Research paper checklist
Guidelines and tips for papers
A research paper is not an essay!
Personal opinions don’t have a place
Sources should be primarily academic (peer-reviewed journals, working papers, etc.), maybe some non-academic sources for motivation only
Divide your paper into labeled sections
Present tense when describing what people find and what you find.
First-person active voice! (I estimate a regression, NOT “A regression is estimated”)
Single-authored paper first person singular, “I.” (You’re not the queen!)
Joint-authored paper first person plural, “we.”
Don’t believe me? Check out any economics paper published in the past 20 years. There’s some variation in I vs. we, but all use active voice.
Writing "In this paper we will..." in a sole-authored paper pic.twitter.com/gOgny6msS5
— Monica Alexander (@monjalexander) April 15, 2022
Introduction
States your research question clearly
Explains what economic theory says about the potential answers to your questions, and/or defines clear hypotheses that you test
Describes why your topic is important
Describes what you do
Describes what you find
Describe how it contributes
Reader can infer all main points of paper just from introduction
Motivation/Literature Review
At the back of your mind, when motivating your paper, ask “what is the link to economics”?
If studying discrimination, what does economic theory tell us about why discrimination exists/persists
If studying stock market returns, what do economic models tell us about our ability to predict returns?
Includes papers that have answered your research question (or similar research question)
Research results described in present tense (“Smith finds,” not “Smith found”)
Papers linked clearly to their contribution (as relates to your research question)
Methodology, data, and empirical specification
Data source described and cited
Population model written out (you can use the Equation Editor in Word)
Use proper equation notation (betas, u, etc)
Use appropriate subscripts (i, t, y, etc)
All relevant variables explained/defined
Use “real names” to describe variables when possible (ie use female for women, not w1)
Don’t forget the error term!
Describe your methodology. Are you estimating a model using OLS? If so, say so.
Correct standard errors: robust? Clustered? Something else?
Please enjoy this empirical specification handout!
Results
When using categorical/dummy variables, what is your omitted category? Make sure you know and that it’s clear.
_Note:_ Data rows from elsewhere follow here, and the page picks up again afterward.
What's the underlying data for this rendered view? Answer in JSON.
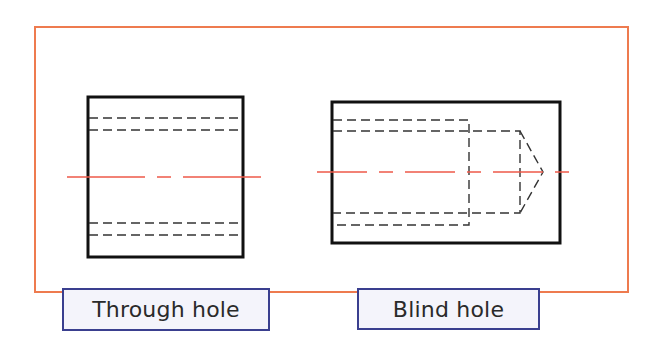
{
  "diagram": {
    "type": "technical-drawing",
    "colors": {
      "frame": "#ee7b4f",
      "centerline": "#ee5a4a",
      "outline": "#111111",
      "hidden_line": "#333333",
      "label_border": "#3a3f8f",
      "label_fill": "#f4f4fb"
    },
    "views": [
      {
        "id": "through-hole",
        "label": "Through hole",
        "description": "Rectangular section with a hole passing completely through (hidden lines span the full width)"
      },
      {
        "id": "blind-hole",
        "label": "Blind hole",
        "description": "Rectangular section with a counterbore and a drilled hole ending in a conical tip (hidden lines stop inside the part)"
      }
    ]
  }
}
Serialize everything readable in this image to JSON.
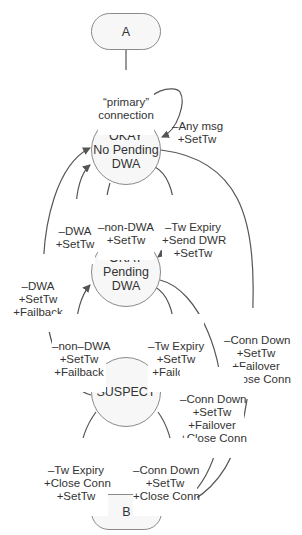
{
  "nodes": {
    "a": {
      "label": "A"
    },
    "ok_no_pending": {
      "line1": "OKAY",
      "line2": "No Pending",
      "line3": "DWA"
    },
    "ok_pending": {
      "line1": "OKAY",
      "line2": "Pending",
      "line3": "DWA"
    },
    "suspect": {
      "label": "SUSPECT"
    },
    "b": {
      "label": "B"
    }
  },
  "edges": {
    "a_to_ok": {
      "l1": "“primary”",
      "l2": "connection"
    },
    "self_loop": {
      "l1": "–Any msg",
      "l2": "+SetTw"
    },
    "pending_to_nopending_dwa": {
      "l1": "–DWA",
      "l2": "+SetTw"
    },
    "nopending_to_pending_nondwa": {
      "l1": "–non-DWA",
      "l2": "+SetTw"
    },
    "nopending_to_pending_expiry": {
      "l1": "–Tw Expiry",
      "l2": "+Send DWR",
      "l3": "+SetTw"
    },
    "suspect_to_nopending": {
      "l1": "–DWA",
      "l2": "+SetTw",
      "l3": "+Failback"
    },
    "suspect_to_pending": {
      "l1": "–non–DWA",
      "l2": "+SetTw",
      "l3": "+Failback"
    },
    "pending_to_suspect": {
      "l1": "–Tw Expiry",
      "l2": "+SetTw",
      "l3": "+Failover"
    },
    "nopending_to_b": {
      "l1": "–Conn Down",
      "l2": "+SetTw",
      "l3": "+Failover",
      "l4": "+Close Conn"
    },
    "pending_to_b": {
      "l1": "–Conn Down",
      "l2": "+SetTw",
      "l3": "+Failover",
      "l4": "+Close Conn"
    },
    "suspect_to_b_expiry": {
      "l1": "–Tw Expiry",
      "l2": "+Close Conn",
      "l3": "+SetTw"
    },
    "suspect_to_b_conndown": {
      "l1": "–Conn Down",
      "l2": "+SetTw",
      "l3": "+Close Conn"
    }
  },
  "colors": {
    "line": "#555555",
    "node_border": "#8a8a8a",
    "node_fill": "#f7f7f7"
  }
}
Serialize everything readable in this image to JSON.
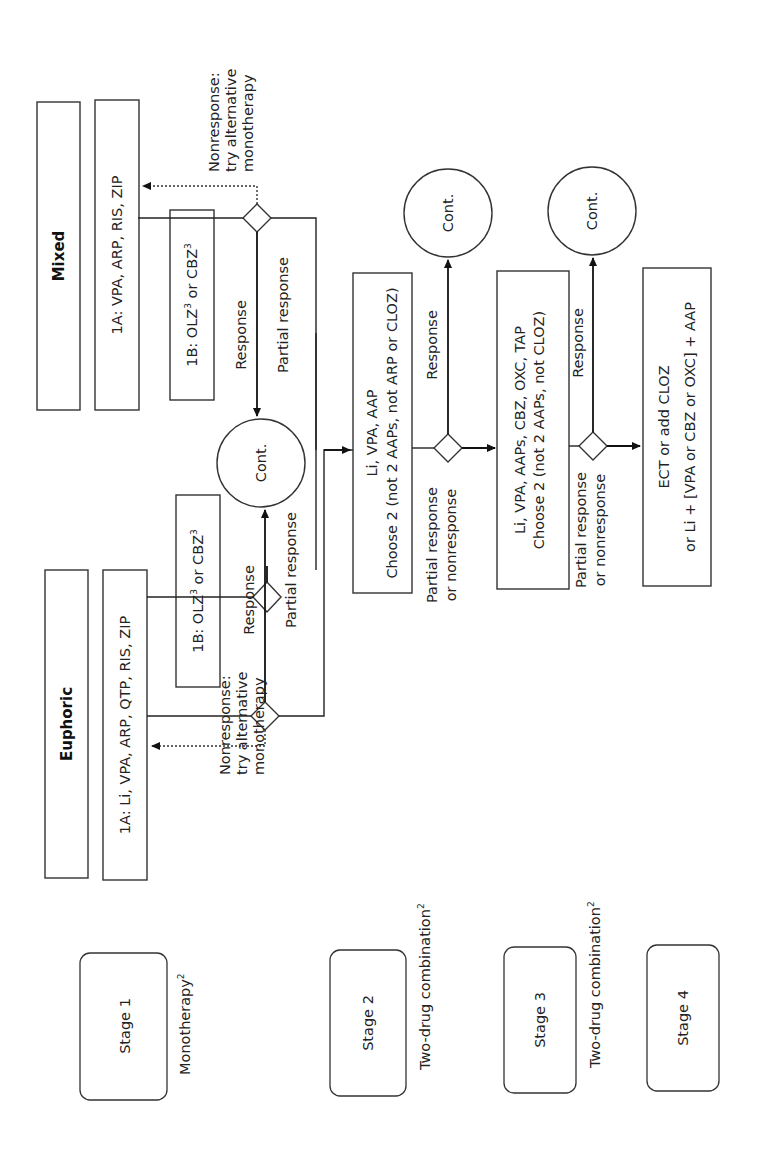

What are the units of your measures?
- Is that percent or percentage points?
In most contexts, about 3 places past the decimal point is right, but it depends on the magnitudes. If you really want to be precise, set and stick to a reasonable number of significant digits. There’s no place for a number like 0.05403823 or 0.0000000 in your tables.
Tables and Figures
Tables should be properly formatted. That is, they should be made in Excel (or LaTeX) and NEVER copied and pasted out of Stata
Variables should be described using real words. Ie, “number of children,” not “numchld.”
Tables and figures should be numbered (Table 1, Table 2, etc… Figure 1, Figure 2, etc.) and should also be given a title. Refer to tables by their numbers in the text.
Working with data
If you’re working with people
What is the age range you want in your sample?
What years of data do you need?
If in the US, do you want citizens, or do you also want to include immigrants?
If dealing with labor force variables, do you want all people of working age, all those who are in the labor force, or all who are employed?